MY JOURNEY TO MINDFUL EATING
I have always had an interesting relationship with food. My eating has been a roller coaster of cycles. Restrictive eater, check. Emotional and stress binge eater, check. Diet band-wagoner, check. Foodie and restaurant hopper, check. Resident chef for friends and family, check. It took mindful eating meditation to break the cycle. For the first time in my life, I have created a healthy relationship between myself and food.
I learned about mindful eating during my advanced yoga teacher training and it impacted me immensely. Many of the foods I meditated with that first time were foods I must have had 1000’s of times. Yet, no prior memory compared to the experience of connecting to those pieces of food with complete presence. The hands-on, tangible aspect of this meditation made it extremely easy for me to focus and stay in tune with myself and whatever piece of food I looked at or touched. I came to realize how automatic and unhealthy many of my patterns of eating were, how I had created stories of what I could eat, shouldn’t eat, and needed to eat.
"I came to realize how automatic and unhealthy many of my patterns of eating were, how I had created stories of what I could eat, shouldn't eat, and needed to eat."
Conscious eating has changed my life in more ways than one. For the past year, it has become a regular addition to my self-care routine and part of the toolbox for my life. My mindset regarding what I eat has completely shifted. I remember to be grateful for the nourishment of food and the journey that it took to get to me. Thankful for my body and the ability it has to digest, process, and provide sustenance and energy to survive. I am more aware of when I have emotions driving my intense need to eat crunchy, salty, or sweet instead of facing myself or an uncomfortable situation. Restricting and binging have become non-existent.
Mindful eating has sometimes been called the anti-diet, and I would completely agree. It is definitely not a diet or about giving up anything at all. It’s about experiencing food more intensely—experiencing reality for what it is. It is about the starvation of the stories we tell ourselves in relation to food.
"Mindful eating has sometimes been called the anti-diet, and I would completely agree."
Through the practice of an eating meditation or mindful eating you learn to eat consciously, and you can eat a pizza, hamburger, even french fries if you wish. Perhaps you learn that you enjoy a particular food a lot more. Or, you might decide halfway through that your body has had enough or that it really needs some vegetables. Mindful eating is about awareness, consciousness, and connection which often get lost in the automatic rat race of everyday life. It's about making choices and listening to the signals our bodies send us that we often ignore. It's about getting curious in the shape of eating.
If you are interested in learning more about mindful eating, here are a few quick and easy things you can add into your daily life that will get the ball rolling! They may seem extremely easy and simple, but don’t underestimate the true impact they could have.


What is being asked: Wherever a line in the material contains the word "view", copy that line.
··········
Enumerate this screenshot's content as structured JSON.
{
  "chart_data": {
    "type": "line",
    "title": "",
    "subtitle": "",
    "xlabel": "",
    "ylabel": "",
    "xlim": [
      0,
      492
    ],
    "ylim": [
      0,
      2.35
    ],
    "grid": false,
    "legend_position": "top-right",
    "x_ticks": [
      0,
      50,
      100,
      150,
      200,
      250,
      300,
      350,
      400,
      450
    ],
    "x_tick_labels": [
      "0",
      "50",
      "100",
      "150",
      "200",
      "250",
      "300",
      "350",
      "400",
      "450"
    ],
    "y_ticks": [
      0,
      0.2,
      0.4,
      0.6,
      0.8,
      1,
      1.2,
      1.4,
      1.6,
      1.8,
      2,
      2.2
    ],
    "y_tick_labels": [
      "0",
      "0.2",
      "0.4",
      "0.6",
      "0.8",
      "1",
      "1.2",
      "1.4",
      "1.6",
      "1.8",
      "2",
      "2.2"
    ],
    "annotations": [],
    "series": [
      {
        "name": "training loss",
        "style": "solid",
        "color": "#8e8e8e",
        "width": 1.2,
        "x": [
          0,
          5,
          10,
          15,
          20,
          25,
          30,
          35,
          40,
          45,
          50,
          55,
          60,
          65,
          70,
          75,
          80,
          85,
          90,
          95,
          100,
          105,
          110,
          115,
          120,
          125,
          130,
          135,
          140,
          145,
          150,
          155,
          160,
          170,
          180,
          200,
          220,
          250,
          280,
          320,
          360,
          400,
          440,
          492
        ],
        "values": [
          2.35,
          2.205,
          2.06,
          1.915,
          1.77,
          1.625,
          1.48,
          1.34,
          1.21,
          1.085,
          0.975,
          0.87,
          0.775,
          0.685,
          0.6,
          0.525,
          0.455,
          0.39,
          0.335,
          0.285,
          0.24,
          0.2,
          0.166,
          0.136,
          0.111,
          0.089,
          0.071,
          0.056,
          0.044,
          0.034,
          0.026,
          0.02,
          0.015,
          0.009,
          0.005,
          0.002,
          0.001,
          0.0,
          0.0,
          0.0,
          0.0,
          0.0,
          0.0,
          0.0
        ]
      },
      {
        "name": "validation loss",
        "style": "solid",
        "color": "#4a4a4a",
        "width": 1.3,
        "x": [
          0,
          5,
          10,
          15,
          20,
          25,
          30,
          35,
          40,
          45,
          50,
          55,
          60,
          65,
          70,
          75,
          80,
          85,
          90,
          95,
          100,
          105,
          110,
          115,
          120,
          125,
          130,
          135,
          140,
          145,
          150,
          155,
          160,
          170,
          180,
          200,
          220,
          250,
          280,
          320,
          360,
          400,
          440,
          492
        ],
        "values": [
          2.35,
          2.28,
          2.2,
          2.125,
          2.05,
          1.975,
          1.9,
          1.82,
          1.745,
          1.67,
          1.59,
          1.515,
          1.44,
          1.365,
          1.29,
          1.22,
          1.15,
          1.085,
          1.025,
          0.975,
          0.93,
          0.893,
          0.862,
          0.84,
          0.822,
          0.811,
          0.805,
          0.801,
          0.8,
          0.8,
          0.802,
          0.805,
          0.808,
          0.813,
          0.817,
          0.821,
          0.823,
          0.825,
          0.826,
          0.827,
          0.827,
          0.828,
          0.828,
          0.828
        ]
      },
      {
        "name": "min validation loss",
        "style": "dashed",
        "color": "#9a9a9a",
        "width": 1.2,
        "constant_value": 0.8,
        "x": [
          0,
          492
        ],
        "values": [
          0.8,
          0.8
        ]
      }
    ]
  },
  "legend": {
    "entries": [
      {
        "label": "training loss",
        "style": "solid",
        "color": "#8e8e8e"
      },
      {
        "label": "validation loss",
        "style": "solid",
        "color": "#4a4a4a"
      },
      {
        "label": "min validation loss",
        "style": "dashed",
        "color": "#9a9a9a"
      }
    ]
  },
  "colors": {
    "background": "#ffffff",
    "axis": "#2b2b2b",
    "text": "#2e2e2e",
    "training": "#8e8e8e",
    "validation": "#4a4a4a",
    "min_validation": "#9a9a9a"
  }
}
··········
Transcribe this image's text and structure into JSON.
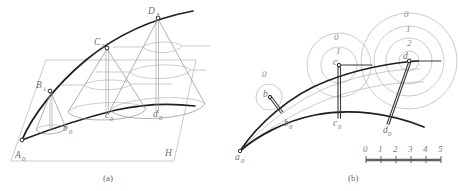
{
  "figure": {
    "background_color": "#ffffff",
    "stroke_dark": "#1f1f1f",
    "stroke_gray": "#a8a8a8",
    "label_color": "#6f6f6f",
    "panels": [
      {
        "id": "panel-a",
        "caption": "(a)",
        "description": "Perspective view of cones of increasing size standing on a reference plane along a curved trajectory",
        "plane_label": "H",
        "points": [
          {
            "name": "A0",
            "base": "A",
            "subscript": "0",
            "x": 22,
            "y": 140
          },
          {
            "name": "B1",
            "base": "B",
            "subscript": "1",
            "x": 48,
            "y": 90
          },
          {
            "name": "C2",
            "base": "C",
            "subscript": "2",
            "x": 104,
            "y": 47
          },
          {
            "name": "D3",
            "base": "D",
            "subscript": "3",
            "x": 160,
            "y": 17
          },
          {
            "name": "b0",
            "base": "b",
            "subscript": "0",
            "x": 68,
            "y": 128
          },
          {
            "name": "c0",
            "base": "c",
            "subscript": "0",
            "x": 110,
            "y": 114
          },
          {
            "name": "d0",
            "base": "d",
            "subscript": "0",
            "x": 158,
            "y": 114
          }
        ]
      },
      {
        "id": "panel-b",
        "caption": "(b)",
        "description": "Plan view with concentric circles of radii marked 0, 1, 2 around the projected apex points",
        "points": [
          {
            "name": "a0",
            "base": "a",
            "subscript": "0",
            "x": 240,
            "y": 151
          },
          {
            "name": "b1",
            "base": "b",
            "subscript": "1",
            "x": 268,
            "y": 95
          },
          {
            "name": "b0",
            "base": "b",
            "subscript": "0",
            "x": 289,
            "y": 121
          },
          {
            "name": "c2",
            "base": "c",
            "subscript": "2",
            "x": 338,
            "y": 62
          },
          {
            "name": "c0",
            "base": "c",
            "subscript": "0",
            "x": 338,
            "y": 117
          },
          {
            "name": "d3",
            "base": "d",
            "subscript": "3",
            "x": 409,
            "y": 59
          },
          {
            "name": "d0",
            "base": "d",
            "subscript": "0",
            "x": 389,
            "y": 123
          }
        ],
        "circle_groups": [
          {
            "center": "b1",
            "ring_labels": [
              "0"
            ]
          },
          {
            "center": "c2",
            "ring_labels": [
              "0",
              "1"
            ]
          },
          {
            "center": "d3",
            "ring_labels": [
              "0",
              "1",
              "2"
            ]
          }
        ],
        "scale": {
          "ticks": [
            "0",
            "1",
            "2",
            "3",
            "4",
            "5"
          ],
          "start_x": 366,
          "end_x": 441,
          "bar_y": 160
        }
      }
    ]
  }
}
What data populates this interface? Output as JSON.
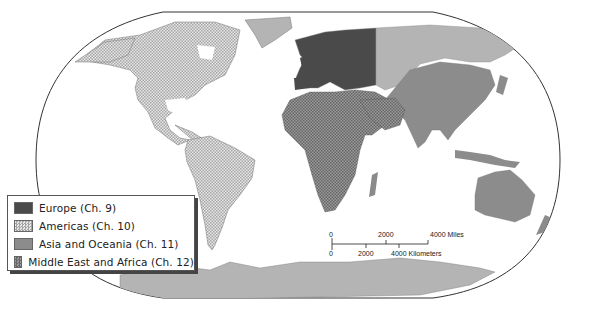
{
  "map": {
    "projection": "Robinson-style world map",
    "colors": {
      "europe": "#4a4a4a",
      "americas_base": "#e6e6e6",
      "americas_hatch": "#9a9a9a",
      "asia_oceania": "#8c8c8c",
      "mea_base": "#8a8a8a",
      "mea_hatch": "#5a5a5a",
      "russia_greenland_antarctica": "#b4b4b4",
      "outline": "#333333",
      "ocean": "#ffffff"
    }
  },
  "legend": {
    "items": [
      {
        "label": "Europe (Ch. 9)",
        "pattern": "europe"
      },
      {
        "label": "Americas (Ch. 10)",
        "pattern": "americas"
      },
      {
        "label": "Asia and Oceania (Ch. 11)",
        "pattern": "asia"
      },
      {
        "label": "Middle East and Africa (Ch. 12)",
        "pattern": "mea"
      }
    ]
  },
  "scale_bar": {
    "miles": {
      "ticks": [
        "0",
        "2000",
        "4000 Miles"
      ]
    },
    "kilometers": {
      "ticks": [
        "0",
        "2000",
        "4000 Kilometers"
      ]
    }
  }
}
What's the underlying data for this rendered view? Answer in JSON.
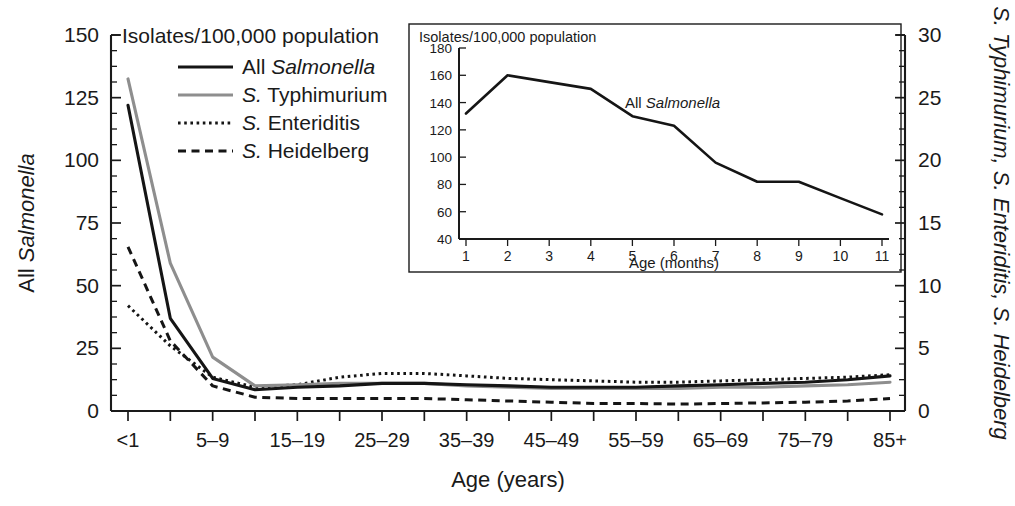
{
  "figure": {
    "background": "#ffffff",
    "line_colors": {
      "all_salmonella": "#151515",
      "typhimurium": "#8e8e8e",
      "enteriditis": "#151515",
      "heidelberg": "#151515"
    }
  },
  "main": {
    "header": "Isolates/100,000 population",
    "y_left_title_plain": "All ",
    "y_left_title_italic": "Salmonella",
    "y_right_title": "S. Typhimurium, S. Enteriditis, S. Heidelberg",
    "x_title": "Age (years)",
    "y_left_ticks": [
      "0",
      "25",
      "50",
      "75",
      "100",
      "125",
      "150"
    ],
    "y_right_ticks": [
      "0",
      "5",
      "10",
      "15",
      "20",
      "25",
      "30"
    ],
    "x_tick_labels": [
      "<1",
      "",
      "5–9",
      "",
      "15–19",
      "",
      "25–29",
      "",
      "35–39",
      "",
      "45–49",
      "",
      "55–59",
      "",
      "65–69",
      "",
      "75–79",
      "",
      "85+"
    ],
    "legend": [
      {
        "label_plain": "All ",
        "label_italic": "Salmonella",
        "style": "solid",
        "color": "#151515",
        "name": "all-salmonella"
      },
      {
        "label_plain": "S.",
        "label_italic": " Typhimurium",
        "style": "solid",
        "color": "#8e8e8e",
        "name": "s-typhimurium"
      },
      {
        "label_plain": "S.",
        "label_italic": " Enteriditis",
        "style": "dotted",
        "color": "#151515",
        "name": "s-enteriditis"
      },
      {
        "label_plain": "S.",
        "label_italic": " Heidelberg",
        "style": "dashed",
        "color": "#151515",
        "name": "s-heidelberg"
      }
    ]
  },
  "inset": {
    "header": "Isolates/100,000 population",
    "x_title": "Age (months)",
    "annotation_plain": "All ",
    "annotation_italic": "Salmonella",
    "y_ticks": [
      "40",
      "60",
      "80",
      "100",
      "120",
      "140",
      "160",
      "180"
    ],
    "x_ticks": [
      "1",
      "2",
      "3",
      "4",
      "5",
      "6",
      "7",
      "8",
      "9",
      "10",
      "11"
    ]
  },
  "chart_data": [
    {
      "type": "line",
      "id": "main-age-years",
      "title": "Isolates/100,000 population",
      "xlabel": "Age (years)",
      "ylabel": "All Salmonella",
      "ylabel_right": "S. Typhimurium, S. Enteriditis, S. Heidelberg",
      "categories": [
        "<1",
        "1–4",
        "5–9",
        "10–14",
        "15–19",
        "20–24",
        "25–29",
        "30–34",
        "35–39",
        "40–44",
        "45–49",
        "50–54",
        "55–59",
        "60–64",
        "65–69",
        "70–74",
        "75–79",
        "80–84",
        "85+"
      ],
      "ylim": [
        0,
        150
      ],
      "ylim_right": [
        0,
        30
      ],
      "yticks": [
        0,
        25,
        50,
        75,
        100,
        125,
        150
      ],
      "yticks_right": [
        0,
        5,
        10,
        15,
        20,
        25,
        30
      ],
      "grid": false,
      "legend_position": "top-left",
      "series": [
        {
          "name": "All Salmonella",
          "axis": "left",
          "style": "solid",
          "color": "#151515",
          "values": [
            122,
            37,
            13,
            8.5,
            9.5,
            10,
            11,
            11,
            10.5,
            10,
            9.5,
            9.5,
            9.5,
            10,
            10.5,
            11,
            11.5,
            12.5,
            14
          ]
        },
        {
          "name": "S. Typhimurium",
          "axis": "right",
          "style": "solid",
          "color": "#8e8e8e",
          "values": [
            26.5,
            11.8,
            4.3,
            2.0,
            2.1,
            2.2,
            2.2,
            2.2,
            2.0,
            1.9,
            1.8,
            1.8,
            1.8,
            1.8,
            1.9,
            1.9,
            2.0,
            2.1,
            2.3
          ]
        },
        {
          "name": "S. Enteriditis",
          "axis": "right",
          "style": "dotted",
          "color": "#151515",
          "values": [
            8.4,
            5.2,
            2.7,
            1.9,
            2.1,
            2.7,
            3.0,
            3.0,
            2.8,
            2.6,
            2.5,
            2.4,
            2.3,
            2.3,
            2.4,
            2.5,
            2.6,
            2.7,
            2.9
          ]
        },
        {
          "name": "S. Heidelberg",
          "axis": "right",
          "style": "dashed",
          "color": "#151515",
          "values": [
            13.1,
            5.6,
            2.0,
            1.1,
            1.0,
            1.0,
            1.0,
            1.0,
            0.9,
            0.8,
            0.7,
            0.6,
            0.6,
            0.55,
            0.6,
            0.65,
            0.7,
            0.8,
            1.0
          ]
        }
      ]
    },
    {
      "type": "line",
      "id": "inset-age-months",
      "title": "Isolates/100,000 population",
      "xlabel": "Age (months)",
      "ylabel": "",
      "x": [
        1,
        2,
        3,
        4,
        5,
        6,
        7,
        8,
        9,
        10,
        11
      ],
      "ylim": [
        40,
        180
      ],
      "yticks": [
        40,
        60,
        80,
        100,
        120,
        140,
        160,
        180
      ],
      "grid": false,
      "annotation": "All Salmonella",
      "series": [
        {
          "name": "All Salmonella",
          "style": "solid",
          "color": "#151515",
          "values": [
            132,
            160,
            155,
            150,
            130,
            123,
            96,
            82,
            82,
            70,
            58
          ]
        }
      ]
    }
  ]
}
··········
Response box:
        "description": "Perspective view of cones of increasing size standing on a reference plane along a curved trajectory",
        "description": "Plan view with concentric circles of radii marked 0, 1, 2 around the projected apex points",
What's the underlying data for this rendered view? Answer in JSON.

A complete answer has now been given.